We walked out of the saloon, he going forward a little unsteadily for, even when he was quite sober, he was not too steady on his legs. Life did not express itself very definitely in his body and he rolled awkwardly about, his heavy body at times threatening to knock some passerby off the sidewalk.
For a time we stood at a corner, at La Salle and Lake Streets in Chicago, and about us surged the home-going crowds while over our heads rattled the elevated trains. Bits of newspaper and clouds of dust were picked up by a wind and blown in our faces and the dust got into our eyes. We laughed together, a little nervously.
At any rate for us the evening had just begun. We would walk and later dine together. He plunged again into the saloon out of which we had just come, and in a moment returned with a bottle of whiskey in his pocket.
“It is horrible stuff, this whiskey, eh, but after all this is a horrible town. One couldn’t drink wine here. Wine belongs to a sunny, laughing people and clime,” he said. He had a notion that drunkenness was necessary to men in such a modern industrial city as the one in which we lived. “You wait,” he said, “you’ll see what will happen. One of these days the reformers will manage to take whiskey away from us, and what then? We’ll sag down, you see. We’ll become like old women, who have had too many children. We’ll all sag spiritually and then you’ll see what’ll happen. Without whiskey no people can stand up against all this ugliness. It can’t be done, I say. We’ll become empty and bag-like—we will—all of us. We’ll be like old women who were never loved but who have had too many children.”
We had walked through many streets and had come to a bridge over a river. It was growing dark now and we stood for a time in the dusk and in the uncertain light the structures, built to the very edge of the stream, great warehouses and factories, began to take on strange shapes. The river ran through a canyon formed by the buildings, a few boats passed up and down, and over other bridges, in the distance, street-cars passed. They were like moving clusters of stars against the dark purple of the sky.
From time to time he sucked at the whiskey bottle and occasionally offered me a drink but often he forgot me and drank alone. When he had taken the bottle from his lips he held it before him and spoke to it softly, “Little mother,” he said, “I am always at your breast, eh? You cannot wean me, can you?”
He grew a little angry. “Well, then why did you drop me down here? Mothers should drop their children in places where men have learned a little to live. Here there is only a desert of buildings.”
He took another drink from the bottle and then held it for a moment against his cheek before passing it to me. “There is something feminine about a whiskey bottle,” he declared. “As long as it contains liquor one hates to part with it and passing it to a friend is a little like inviting a friend to go in to your wife. They do that, I’m told, in some of the Oriental countries—a rather delicate custom. Perhaps they are more civilized than ourselves, and then, you know, perhaps, it’s just possible, they have found out that the women sometimes like it too, eh?”
I tried to laugh but did not succeed very well. Now that I am writing of my friend, I find I am not making a very good likeness of him after all. It may be that I overdo the note of sadness I get into my account of him. There was always that element present but it was tempered in him, as I seem to be unable to temper it in my account of him.
For one thing he was not very clever and I seem to be making him out a rather clever fellow. On many evenings I have spent with him he was silent and positively dull and for hours walked awkwardly along, talking of some affair at the office. There was a long rambling story. He had been at Detroit with the president of the company and the two men had visited an advertiser. There was a long dull account of what had been said—of “he saids,” and, “I saids.”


> [Aim of the exercise]: Retype the listing exactly; omit pictures.
++++
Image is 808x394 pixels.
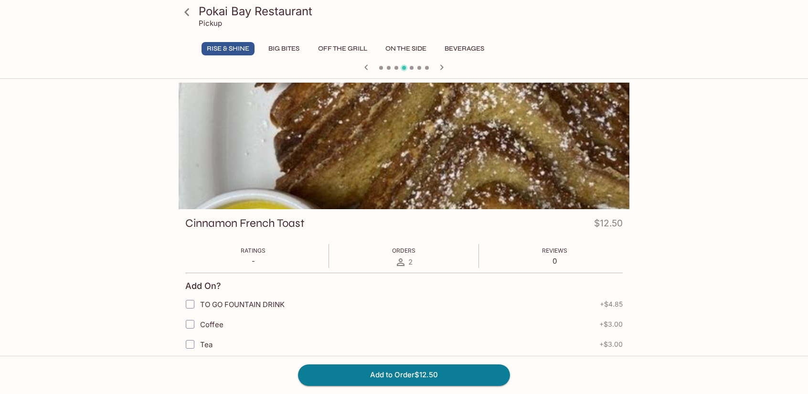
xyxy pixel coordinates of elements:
[200,340,213,349] span: Tea
[408,257,413,267] span: 2
[439,42,490,55] button: Beverages
[542,257,567,266] p: 0
[179,83,630,209] div: Cinnamon French Toast
[599,341,623,348] span: + $3.00
[313,42,373,55] button: Off The Grill
[594,216,623,235] h4: $12.50
[262,42,305,55] button: Big Bites
[200,320,224,329] span: Coffee
[199,19,222,28] p: Pickup
[241,247,266,254] span: Ratings
[599,321,623,328] span: + $3.00
[185,281,221,291] h4: Add On?
[298,364,510,385] button: Add to Order$12.50
[380,42,432,55] button: On The Side
[202,42,255,55] button: Rise & Shine
[200,300,285,309] span: TO GO FOUNTAIN DRINK
[600,300,623,308] span: + $4.85
[199,4,626,19] h3: Pokai Bay Restaurant
[542,247,567,254] span: Reviews
[392,247,416,254] span: Orders
[185,216,305,231] h3: Cinnamon French Toast
[241,257,266,266] p: -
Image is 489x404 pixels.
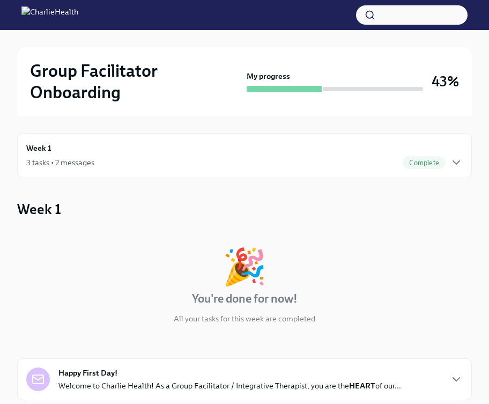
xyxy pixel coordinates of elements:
[432,72,459,91] h3: 43%
[30,60,243,103] h2: Group Facilitator Onboarding
[223,249,267,284] div: 🎉
[58,380,401,391] p: Welcome to Charlie Health! As a Group Facilitator / Integrative Therapist, you are the of our...
[349,381,376,391] strong: HEART
[26,157,94,168] div: 3 tasks • 2 messages
[403,159,446,167] span: Complete
[192,291,298,307] h4: You're done for now!
[17,200,61,219] h3: Week 1
[26,142,52,154] h6: Week 1
[174,313,316,324] p: All your tasks for this week are completed
[21,6,78,24] img: CharlieHealth
[58,368,118,378] strong: Happy First Day!
[247,71,290,82] strong: My progress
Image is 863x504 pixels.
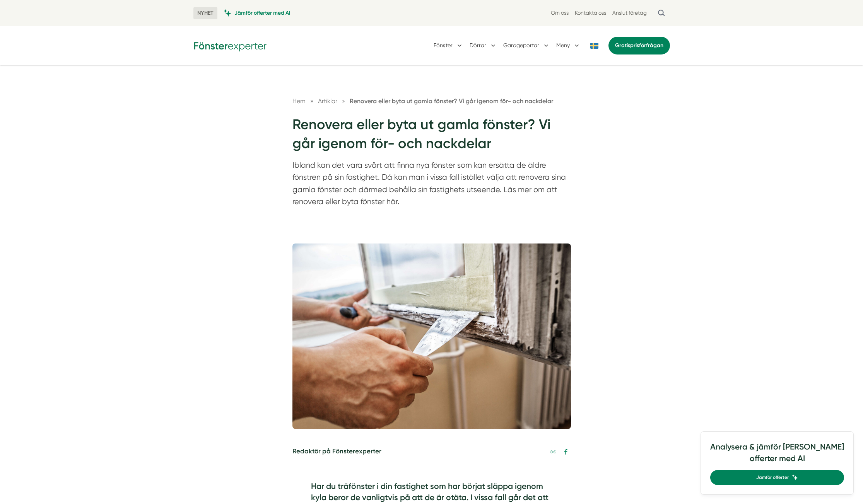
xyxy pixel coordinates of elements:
button: Fönster [433,35,463,55]
a: Om oss [551,10,568,17]
a: Dela på Facebook [561,448,571,457]
span: Jämför offerter med AI [235,10,290,17]
span: » [310,96,313,106]
img: renovera gamla fönster, renovera fönster [292,244,571,430]
a: Anslut företag [612,10,646,17]
button: Garageportar [503,35,550,55]
a: Jämför offerter med AI [223,10,290,17]
a: Renovera eller byta ut gamla fönster? Vi går igenom för- och nackdelar [349,97,553,105]
nav: Breadcrumb [292,96,571,106]
h1: Renovera eller byta ut gamla fönster? Vi går igenom för- och nackdelar [292,115,571,158]
span: Jämför offerter [756,474,789,481]
h5: Redaktör på Fönsterexperter [292,446,382,458]
button: Meny [556,35,580,55]
a: Gratisprisförfrågan [609,37,670,54]
span: » [342,96,345,106]
p: Ibland kan det vara svårt att finna nya fönster som kan ersätta de äldre fönstren på sin fastighe... [292,159,571,212]
span: Artiklar [318,97,337,105]
h4: Analysera & jämför [PERSON_NAME] offerter med AI [710,441,844,470]
a: Jämför offerter [710,470,844,485]
a: Artiklar [318,97,339,105]
a: Hem [292,97,305,105]
img: Fönsterexperter Logotyp [193,40,266,52]
span: NYHET [193,7,218,19]
svg: Facebook [562,449,569,455]
a: Kontakta oss [575,10,606,17]
a: Kopiera länk [549,448,558,457]
span: Gratis [615,42,630,49]
button: Dörrar [470,35,497,55]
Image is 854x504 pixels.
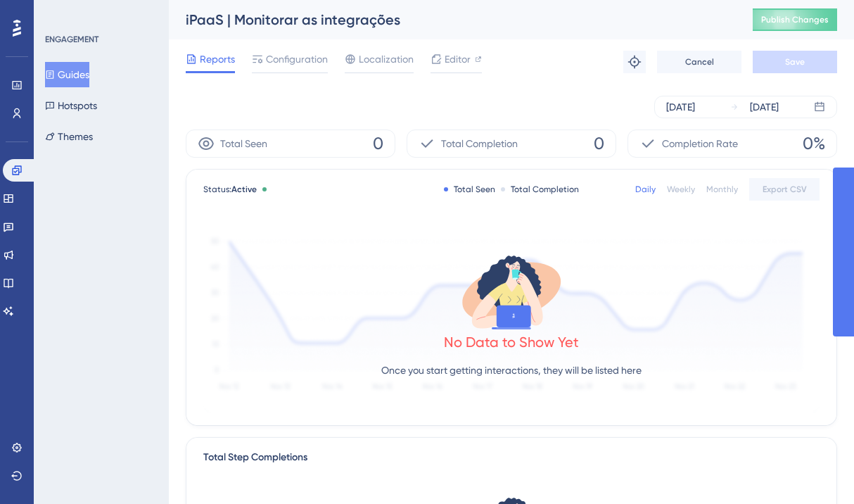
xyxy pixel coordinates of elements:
span: Save [786,57,805,67]
div: iPaaS | Monitorar as integrações [186,10,718,29]
span: 0% [803,133,826,155]
span: 0 [594,133,604,155]
div: No Data to Show Yet [445,332,579,352]
div: [DATE] [667,98,695,115]
div: [DATE] [751,98,779,115]
span: Localization [359,51,414,67]
span: Publish Changes [761,14,829,25]
div: Total Completion [501,183,579,195]
button: Save [754,51,837,73]
span: Completion Rate [662,136,738,152]
div: Daily [636,183,656,195]
span: Total Seen [220,136,267,152]
button: Cancel [657,51,742,73]
div: Monthly [707,183,738,195]
span: Reports [200,51,235,67]
button: Export CSV [750,178,820,201]
span: 0 [373,133,383,155]
span: Status: [204,183,257,195]
span: Cancel [685,57,715,67]
button: Publish Changes [754,9,837,31]
button: Themes [45,124,93,149]
span: Configuration [266,51,328,67]
div: Weekly [667,183,695,195]
div: Total Seen [445,183,495,195]
span: Active [232,184,257,194]
span: Editor [445,51,471,67]
div: Total Step Completions [204,449,307,466]
button: Guides [45,62,90,88]
button: Hotspots [45,93,97,118]
div: ENGAGEMENT [45,34,98,45]
span: Export CSV [763,183,807,195]
span: Total Completion [442,136,518,152]
p: Once you start getting interactions, they will be listed here [381,362,641,378]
++++
> [Reply to the exercise]:
Image is 808x394 pixels.
xyxy pixel coordinates of elements:
[200,340,213,349] span: Tea
[408,257,413,267] span: 2
[439,42,490,55] button: Beverages
[542,257,567,266] p: 0
[179,83,630,209] div: Cinnamon French Toast
[599,341,623,348] span: + $3.00
[313,42,373,55] button: Off The Grill
[594,216,623,235] h4: $12.50
[262,42,305,55] button: Big Bites
[200,320,224,329] span: Coffee
[199,19,222,28] p: Pickup
[241,247,266,254] span: Ratings
[599,321,623,328] span: + $3.00
[185,281,221,291] h4: Add On?
[298,364,510,385] button: Add to Order$12.50
[380,42,432,55] button: On The Side
[202,42,255,55] button: Rise & Shine
[200,300,285,309] span: TO GO FOUNTAIN DRINK
[600,300,623,308] span: + $4.85
[199,4,626,19] h3: Pokai Bay Restaurant
[542,247,567,254] span: Reviews
[392,247,416,254] span: Orders
[185,216,305,231] h3: Cinnamon French Toast
[241,257,266,266] p: -
Image is 489x404 pixels.
xyxy pixel coordinates of elements:
[432,72,459,91] h3: 43%
[30,60,243,103] h2: Group Facilitator Onboarding
[223,249,267,284] div: 🎉
[58,380,401,391] p: Welcome to Charlie Health! As a Group Facilitator / Integrative Therapist, you are the of our...
[349,381,376,391] strong: HEART
[26,157,94,168] div: 3 tasks • 2 messages
[403,159,446,167] span: Complete
[192,291,298,307] h4: You're done for now!
[17,200,61,219] h3: Week 1
[26,142,52,154] h6: Week 1
[174,313,316,324] p: All your tasks for this week are completed
[21,6,78,24] img: CharlieHealth
[58,368,118,378] strong: Happy First Day!
[247,71,290,82] strong: My progress
Image is 863x504 pixels.
xyxy pixel coordinates of elements:
button: Fönster [433,35,463,55]
a: Om oss [551,10,568,17]
a: Dela på Facebook [561,448,571,457]
span: Jämför offerter med AI [235,10,290,17]
span: » [310,96,313,106]
img: renovera gamla fönster, renovera fönster [292,244,571,430]
a: Anslut företag [612,10,646,17]
button: Garageportar [503,35,550,55]
a: Jämför offerter med AI [223,10,290,17]
a: Renovera eller byta ut gamla fönster? Vi går igenom för- och nackdelar [349,97,553,105]
nav: Breadcrumb [292,96,571,106]
h1: Renovera eller byta ut gamla fönster? Vi går igenom för- och nackdelar [292,115,571,158]
span: Jämför offerter [756,474,789,481]
h5: Redaktör på Fönsterexperter [292,446,382,458]
button: Meny [556,35,580,55]
a: Gratisprisförfrågan [609,37,670,54]
span: » [342,96,345,106]
p: Ibland kan det vara svårt att finna nya fönster som kan ersätta de äldre fönstren på sin fastighe... [292,159,571,212]
span: Artiklar [318,97,337,105]
h4: Analysera & jämför [PERSON_NAME] offerter med AI [710,441,844,470]
a: Jämför offerter [710,470,844,485]
a: Artiklar [318,97,339,105]
a: Hem [292,97,305,105]
img: Fönsterexperter Logotyp [193,40,266,52]
span: NYHET [193,7,218,19]
svg: Facebook [562,449,569,455]
a: Kontakta oss [575,10,606,17]
a: Kopiera länk [549,448,558,457]
span: Gratis [615,42,630,49]
button: Dörrar [470,35,497,55]
Image is 854x504 pixels.
xyxy pixel coordinates of elements:
span: Save [786,57,805,67]
div: iPaaS | Monitorar as integrações [186,10,718,29]
span: 0% [803,133,826,155]
span: 0 [594,133,604,155]
div: No Data to Show Yet [445,332,579,352]
div: [DATE] [667,98,695,115]
div: [DATE] [751,98,779,115]
span: Localization [359,51,414,67]
span: Publish Changes [761,14,829,25]
div: Total Completion [501,183,579,195]
button: Save [754,51,837,73]
span: Completion Rate [662,136,738,152]
div: Daily [636,183,656,195]
span: Total Seen [220,136,267,152]
button: Cancel [657,51,742,73]
div: Monthly [707,183,738,195]
span: Reports [200,51,235,67]
button: Export CSV [750,178,820,201]
span: 0 [373,133,383,155]
span: Status: [204,183,257,195]
span: Cancel [685,57,715,67]
button: Publish Changes [754,9,837,31]
button: Themes [45,124,93,149]
span: Configuration [266,51,328,67]
div: Weekly [667,183,695,195]
div: Total Seen [445,183,495,195]
span: Active [232,184,257,194]
span: Editor [445,51,471,67]
div: Total Step Completions [204,449,307,466]
button: Guides [45,62,90,88]
button: Hotspots [45,93,97,118]
div: ENGAGEMENT [45,34,98,45]
span: Export CSV [763,183,807,195]
span: Total Completion [442,136,518,152]
p: Once you start getting interactions, they will be listed here [381,362,641,378]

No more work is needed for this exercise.